Unfortunately, little can be done. Governments can — and increasingly do — urge property owners to preserve the walls. Tennessee passed a law two decades ago urging the Tennessee Department of Transportation to preserve the walls where possible on public rights-of-way. But on private property, the owners can do with the wall what they will. And if a 200-year-old wall so meticulously crafted that it still stands needs to go for a driveway turnaround for a mega-mansion, the power of the state is impotent to stop it.

What’s more, a number of old-growth trees have been clear-cut, including a sassafras that won the Nashville Tree Foundation’s Big Old Tree Contest in 2020. A number of prominent oaks and chestnuts were also leveled.
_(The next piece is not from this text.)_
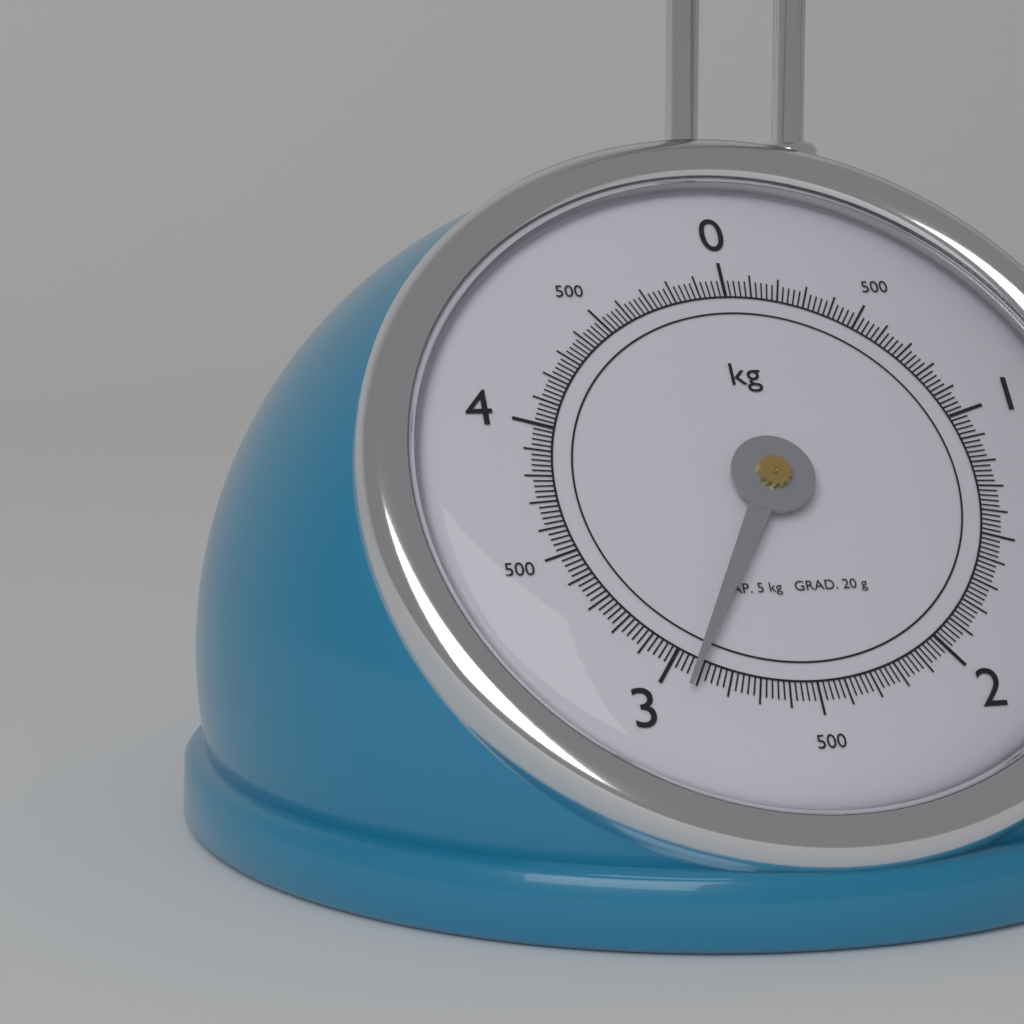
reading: 2.92 kg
Replacing the trees and their ground-gripping roots, which hold up the soil and soak up precipitation runoff: thousands of square feet of impervious surface.

And that has major implications down the hill. During the Midstate’s historic May 2010 flooding, the hill face behind Rosenbloom’s home collapsed, crashing through a minivan, the garage and the first floor of the house. The rushing water carried a multiple-ton rock down Carnavon Parkway. The stone was so stout, Rosenbloom says, that a contractor nearly had to dynamite it.

For decades, the ridges have been a de facto commons for the residents of the valley below. Yes, there are property lines, but up the hill, they have been largely irrelevant. The people below all tacitly agreed to leave the space wild and the walls erect, a collective patrimony willed to posterity.

But the commons are fragile and their famous tragedy is that unspoken agreements and traditions and unanimous benignness can all come crashing down like a hillside in a flood, or a wall under a bulldozer.